The duty technician was unknown to me, a person with a mullet hairstyle greased behind his ears.
‘Louise Moon,’ I said. ‘For the Coroner. I’ve come for Edith Woods.’
‘She’s saying her prayers,’ he laughed, directing me towards the cutting room. A student in a bloody apron, a raw girl with rheumy eyes, was stitching the body of my old woman. Impawala favoured me with a broad smile. ‘We’ve got an extra pair of hands here now, thanks to you, Louise.’ She n
odded at the student. ‘Professor Androssoff’s been in. She’s just helping us close up.’
‘And the report?’
‘Stroke,’ she said finally. ‘What it is to have friends in high places.’
Mullet-head was shifting Edith Woods onto a trolley. The dead woman’s hand flopped down at her side.
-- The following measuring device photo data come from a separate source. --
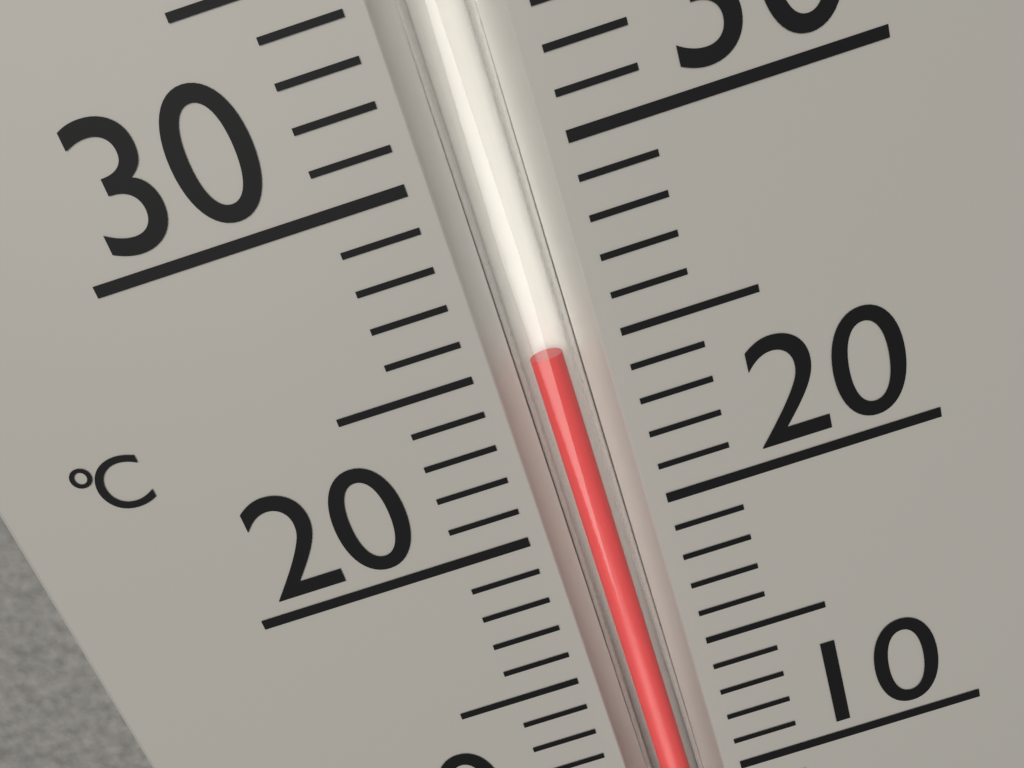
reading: 25 °C
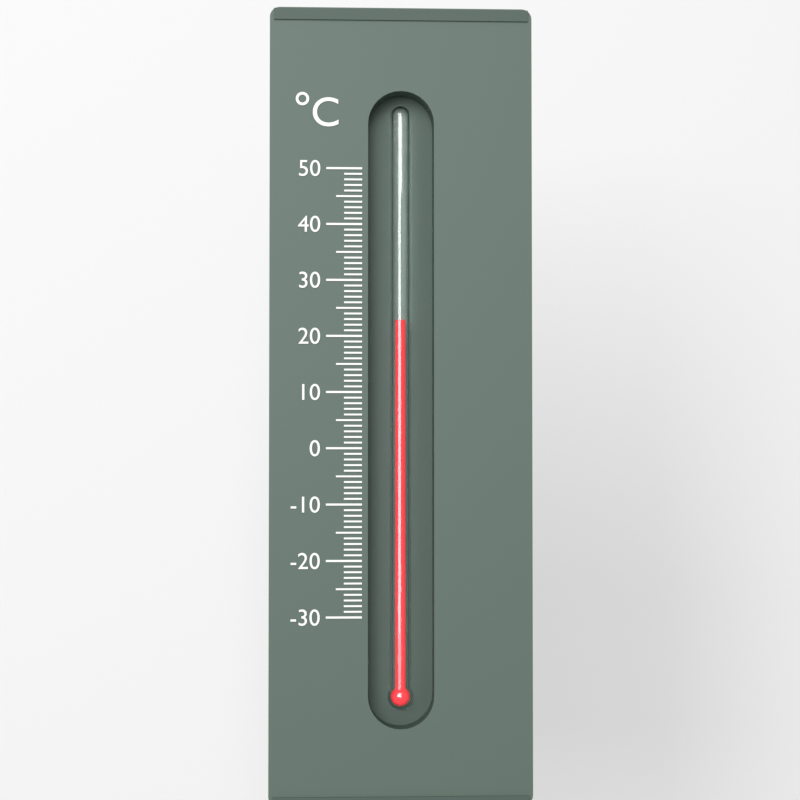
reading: 23 °C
I noticed the dirt beneath the fingernails. ‘I am sorry,’ I told the corpse. ‘I am trying to make things right for you.’ The technician exchanged a sly glance with the student. They would all be getting a rise out of Professor Androssoff’s old succubus. I didn’t care.
‘I’ll put her in number thirteen.’ The technician pushed the trolley towards the row of newly-humming fridges. ‘Unlucky for some.’
I went through to the fly-spotted cupboard where the departmental administrator had her terminal, an appropriately cheerless ambience in which to set down the causes of death. The hospital saw death as the ultimate failure, a thing to be spoken of in whispers, to be hidden away behind screens and under sheets. Some of the clinicians here regarded death as no more than a change of condition, a change with ever shifting shades of meaning. What did death mean anyway, in the Twenty-First Century? Heart-stopping death pre-dated the dawn of defibrillators. You could keep a brain stem alive when everything else had ceased to function, so what did it mean when the brain stem died if everything else was functioning artificially, though, to all intents and purposes, quite normally (or what passes for normally), courtesy of a machine? And what of all those organs – kidneys, hearts, livers, eyes – removed from accident victims at point of death and transplanted into the sick? Did that mean the donors weren’t really dead, at least not in their entirety, or had they somehow been transposed into another system, efficiently recycled by modern metaphysicians? Thanks to my line of work, I knew what death looked like on the face of it, but even now I couldn’t say, I couldn’t even begin to say I knew what death was.